Yes old skool know it alls, this is a 120 mm Syncros 1" quill stem. Syncros, back before GT bought them out and dragged them down to their current second class, shit state status, The days before people said "Thomson who??" Back in the day Syncros was the shit, so much so that in their native land of Canadianica people stopped using the term "the shit" and started saying "the Syncros" instead, like "Hey, that hockey game last night was the Syncros", or "This pork filled donut is just aboot the Syncros, but it could use more bacon". Once Syncros was bought out by the soon to be doomed GT the Canadianicans went back to calling things "the shit" again, as in "What's up with our economy? America has really gotten us into the shit".

Look how wide that clamp is:

No removable face plates for us back then. No sissy boy quick bar changes for Joe Mountain Biker. Remove the grips (which were hairsprayed, painted, or safety wired on), pull off the brake lever, remove the shifter... let's face it, there was a certain level of commitment to stem length that the youngsters today will never understand. Note that you will never, ever, ever get even a low rise bar through the opening in this stem. I was lucky that my cruiser bars I dug outta a bin of death years ago were curved just so slightly enough to allow passage through the finicky stem. I wanna put a good picture of Thad or Peter in the little "frame" on the front, but finding a "good picture" of those two is like finding a good picture of a sphincter... the most you can hope for is that it will be out of focus and you still won't want to look at it.

While making the stem swap I was able to solve a problem that has plagued The Fastest Bike in the World for a large portion of the time that I've owned it. After my first few months of riding faster than anyone could ever imagine riding a bike something started to creak. This creak was more than a minor annoyance as it actually reduced the overall speed of the machine, not enough to bring it down to the level of the second fastest bike in the world, but I was nervous that it would lose it's number one ranking. Each time that I pedaled the bike with monster truck force it would respond with an audible barbaric YAWP draining power from me on more of a mental level than a physical one, but slowing me down all the same.

After a good rain the bike would cease to make it's annoying noise, and I would get a brief respite from the audible, power sucking hullabaloo, but once things dried up the bike would continue tormenting me. I tried rebuilding the bottom bracket, headset, and hubs... I looked for cracks in the frame and components, but for the most part I tried to ignored it. It affected my happiness at work, and I often times shortened my prework "training rides" as the noise sucked my will to live down to dangerous levels.

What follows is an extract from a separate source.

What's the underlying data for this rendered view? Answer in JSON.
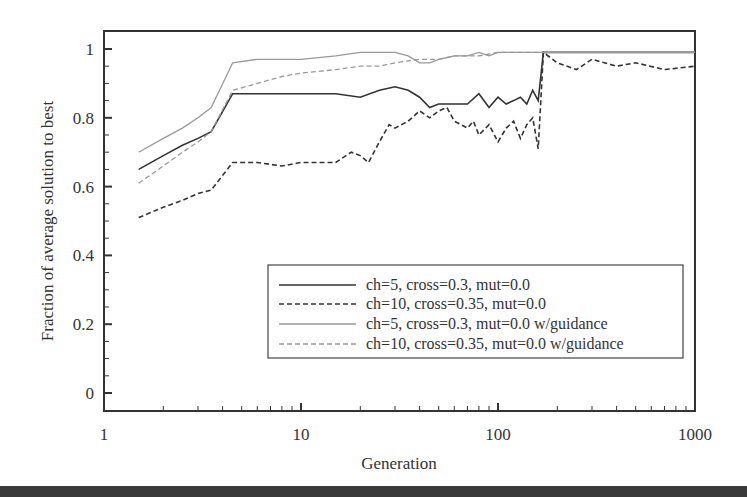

So when I went to mount the shit, I mean the Syncros stem, I got a good look inside the headset. When I shined my tiny LED light around I found the culprit. Apparently in the name of speed the previous owner had replaced an O-ring with a much lighter (as much as 50% lighter) U-ring. While the U-ring was probably lighter it was much less efficient at keeping the headset and stem/steerer junction dry and happy. I'm not even sure why anybody invented the ineffective U-ring, or even called it a "ring" as it has neither the characteristics or properties of an actual ring. With my new and appropriately named O-ring installed I have been riding around noise free for months, and with this improvement I am sure that this "season's" "training rides" will be more awesomer than ever.


Fjear, in the shape of a rubber O that can only be bought in quantities of no less than ten at your local Home Depot.

6 comments:

bentcrank said...

That's some funny syncros!!

But 50% lighter can make you faster. You just need to ride in the rain more often.

Anonymous said...

a lot of words for "i got a really olde stem and installed it"

balls.

indiefab said...

To do:
1. Bring joy to Indie's day.

Check

Anonymous said...

Hey Dick,
send me an email when you can. i have a question for you.
mike.cushionbury@rodale.com

cornfed said...

I like how the upside down, crooked Misfit is in the 'OLD' column.

dicky said...

You didn't even notice my penny or my safety pin in the NEW column.

Gotta go, important business with THE Mike Cushionbury demands my attention.